Noele is the star of the show
Crossroads and Critics
♦LEICESTER CHRONICLE, JANUARY 1975
NOELE GORDON has a way of saying the word critic as if she is putting it in inverted commas, or as if she ought to clear her throat before carefully enunciating it.
If you look for vitriol consuming the sweetness in her eyes as she speaks you won’t find it, but the final consonant has a sharp click, and the lips fall slightly apart as if in silent comment.
The word viewer never sticks on the tongue. They’re a loyal lot. And according to Noele’s autobiography, they include The Queen and Mrs Mary Wilson. The Prime Minister’s wife has written the foreword to ‘My Life at Crossroads’.
It is my beliefe that what The Queen likes most about the serial – Mrs Wilson too – is the contribution of Meg, the character played by Noele.
Mrs Wilson says women admire Meg because she is the type of woman they would like to be, ‘understanding, sensible, able to cope with any situation.’ Let me say at once I like Meg. I admire Noele Gordon. But If ever a soap opera required a character so strong, so reliable, to give it credibility as well as continuity it’s Crossroads.
What about the rest of the cast? Who else is likable or believable? There’s Meg’s pretty daughter Jill (Jane Rossington), David (Ronald Allen) and that veteran of many a British film adventure John Bentley. There’s Ann George who plays gossip Amy Turtle…
One factor which may make Crossroads unpleasant to the critic’s ear is the use of the cold neutral accent for certain characters so that the result sounds like rootless slovenly speech – or at best, a poor attempt at standard English – instead of the warmth possible with Coronation Street’s ‘Northern’ dialect-based sound.
There is scope for criticising the standard of acting. Some of it hangs on to adequacy by its eyelashes. Those responsible for casting must have looked for personality on a foggy night in a coal mine. The writing capitalises humdrumly on ordinary people exchanging ordinary non-events unhapping to them.
The narrative invention – I flatter – sometimes seems to have come out of a jammed computer, or is the result of a game of consequences that flopped.
But how many fans would Crossroads have if Noele decided to quit her only motel never to return?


■ WHAT NEEDS TO BE DONE ■
Return the line containing "Find the bounding" together with every later line up to the end of the records, exactly and with no pictures; return nothing else.

Collected data:
§

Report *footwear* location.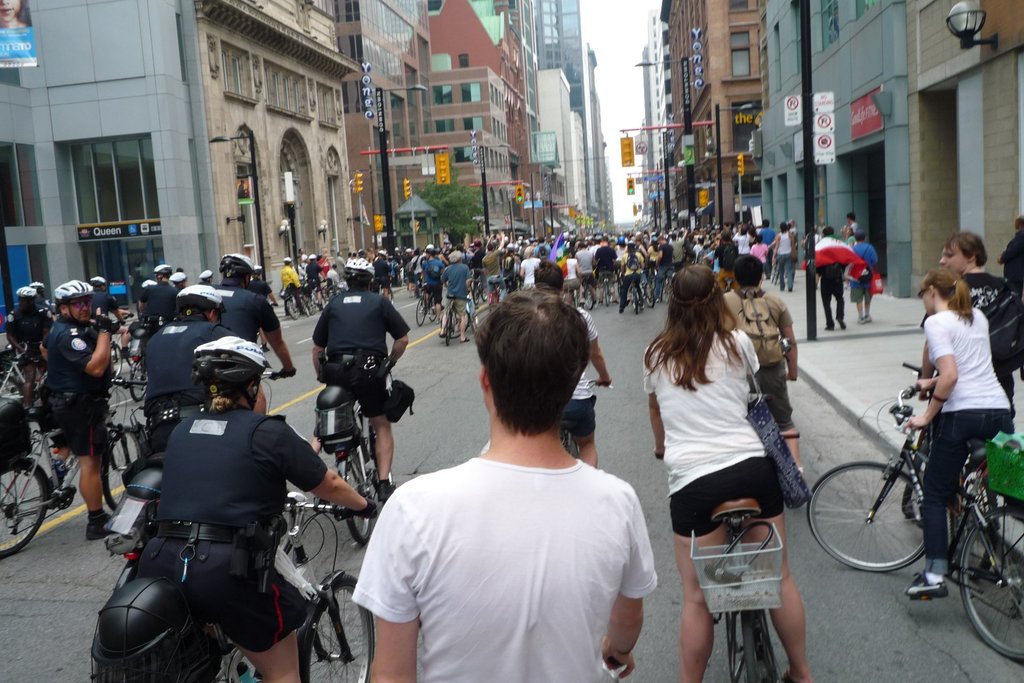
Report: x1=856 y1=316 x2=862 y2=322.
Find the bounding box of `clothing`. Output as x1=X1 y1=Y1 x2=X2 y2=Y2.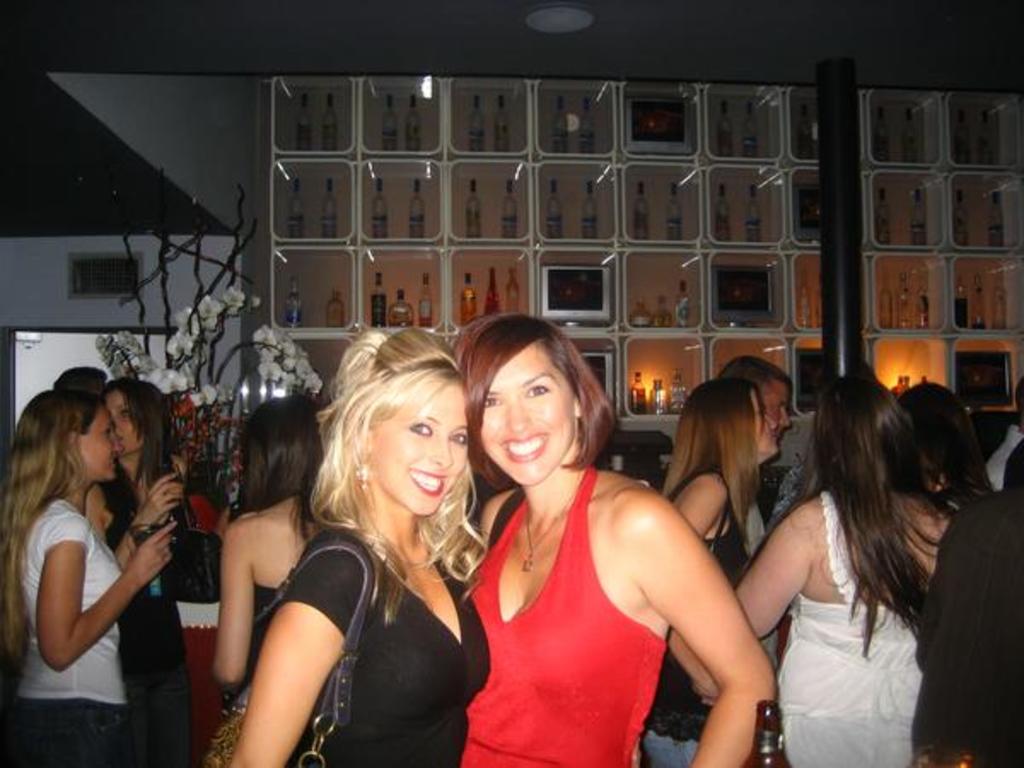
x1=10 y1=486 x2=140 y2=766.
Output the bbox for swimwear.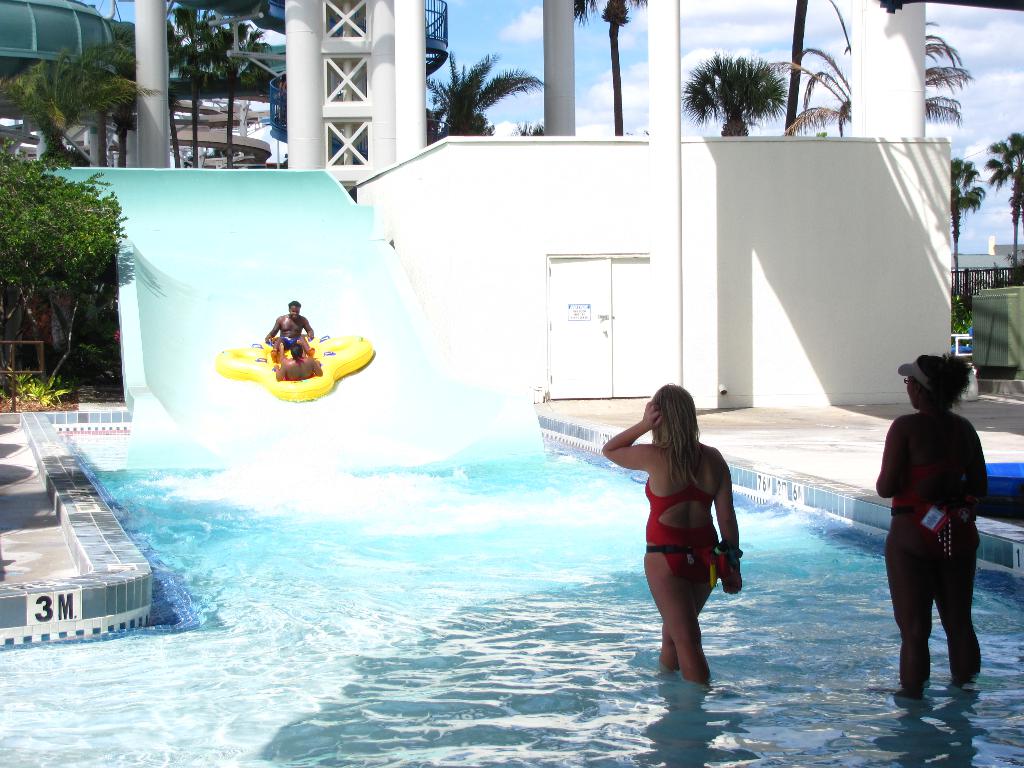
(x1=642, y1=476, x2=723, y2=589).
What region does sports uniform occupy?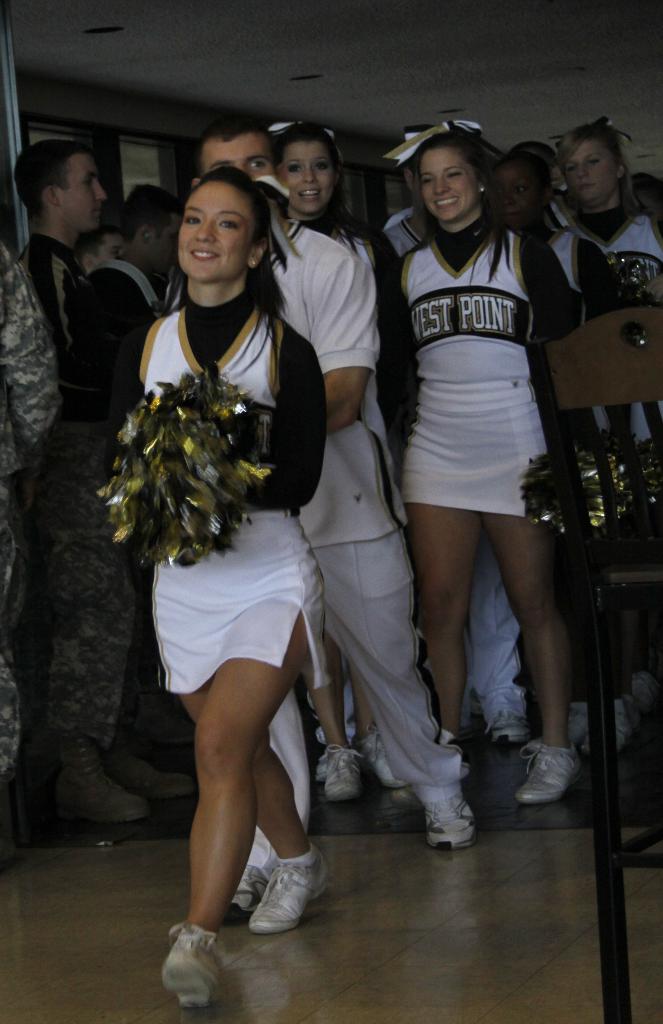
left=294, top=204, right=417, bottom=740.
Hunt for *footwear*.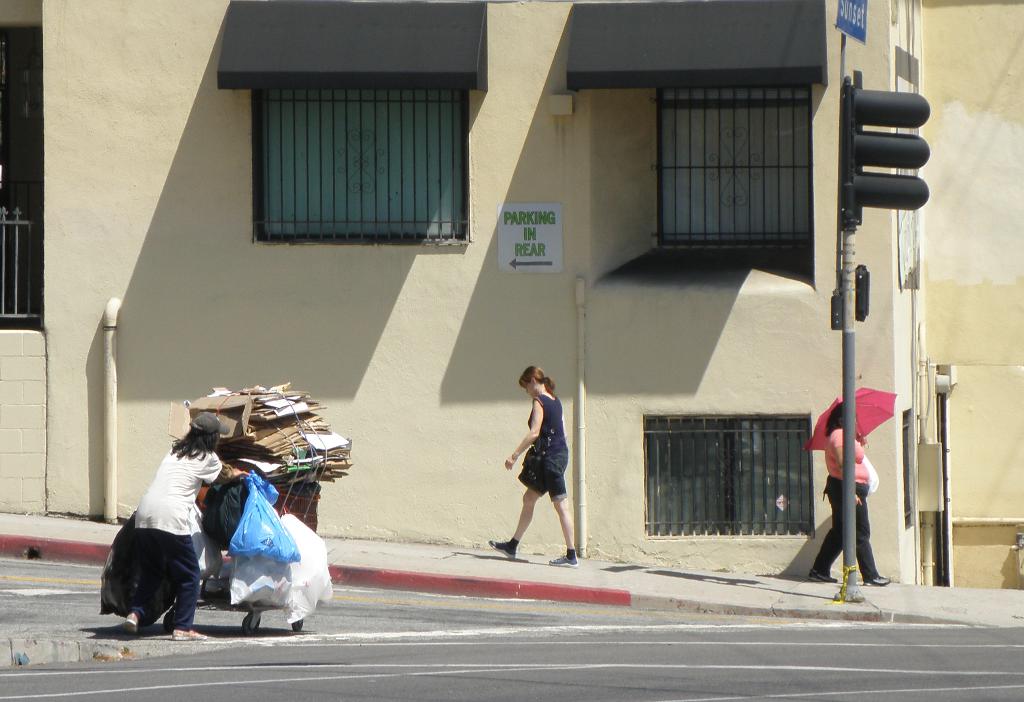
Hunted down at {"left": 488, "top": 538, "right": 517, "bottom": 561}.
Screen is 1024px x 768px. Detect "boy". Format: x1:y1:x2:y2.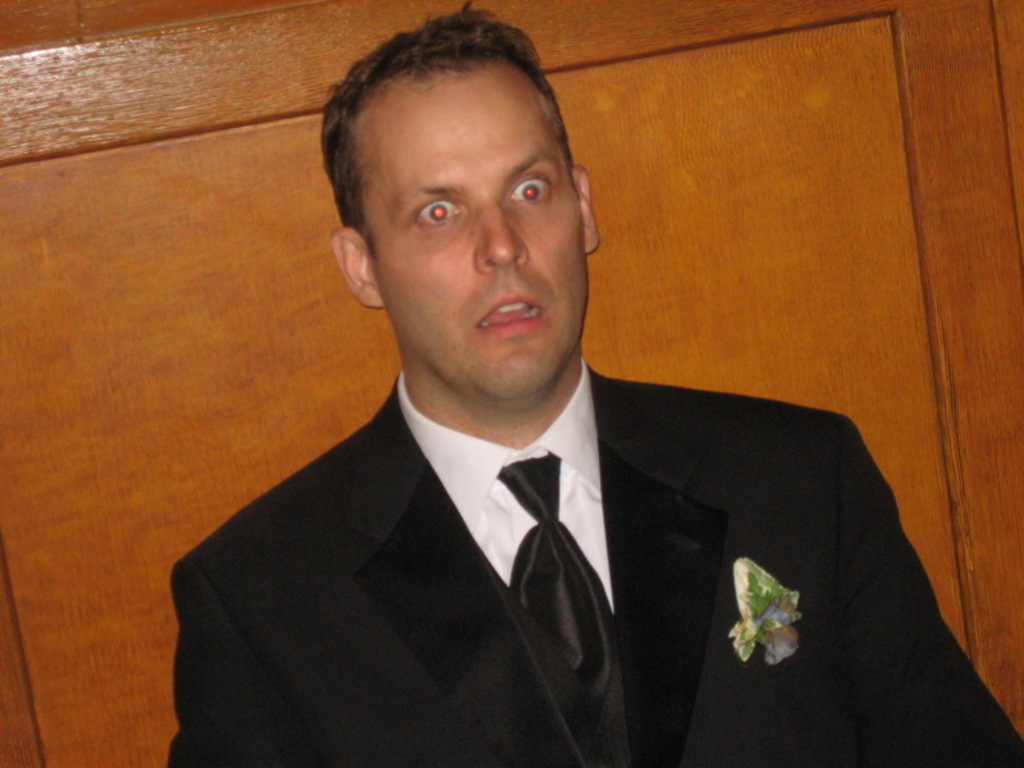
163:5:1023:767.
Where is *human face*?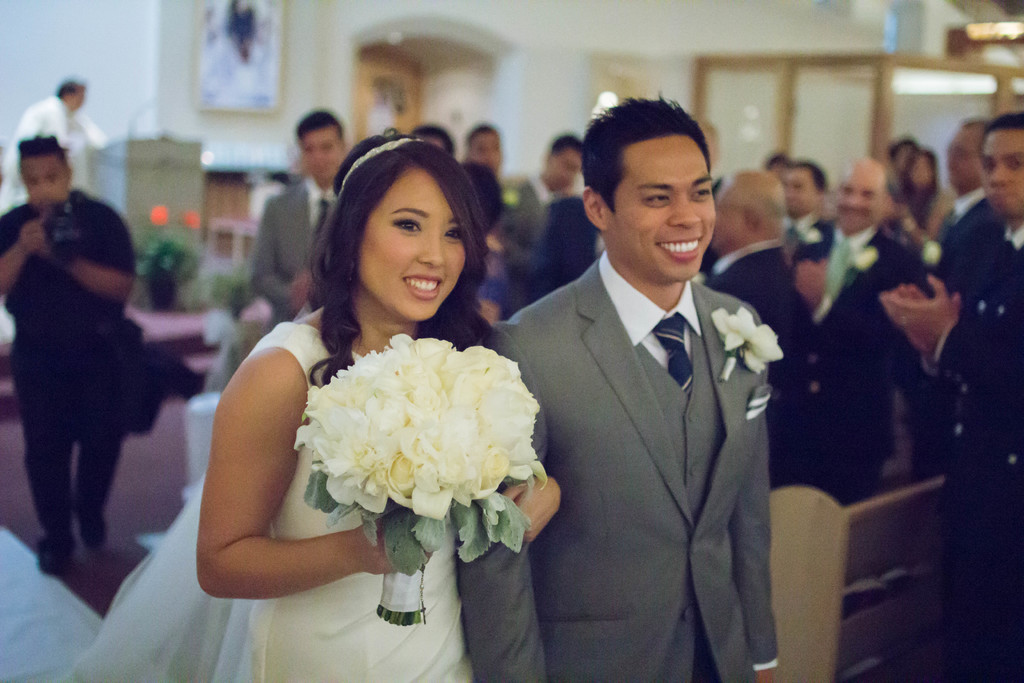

§

■ YOUR SOLUTION ■
Find the bounding box of `clothing`. Output as x1=X1 y1=Y1 x2=X2 y2=Y2.
x1=10 y1=486 x2=140 y2=766.
Output the bbox for swimwear.
(x1=642, y1=476, x2=723, y2=589).
What region does sports uniform occupy?
left=294, top=204, right=417, bottom=740.
Hunt for *footwear*.
Hunted down at {"left": 488, "top": 538, "right": 517, "bottom": 561}.
Screen is 1024px x 768px. Detect "boy". Format: x1:y1:x2:y2.
163:5:1023:767.
Where is *human face*?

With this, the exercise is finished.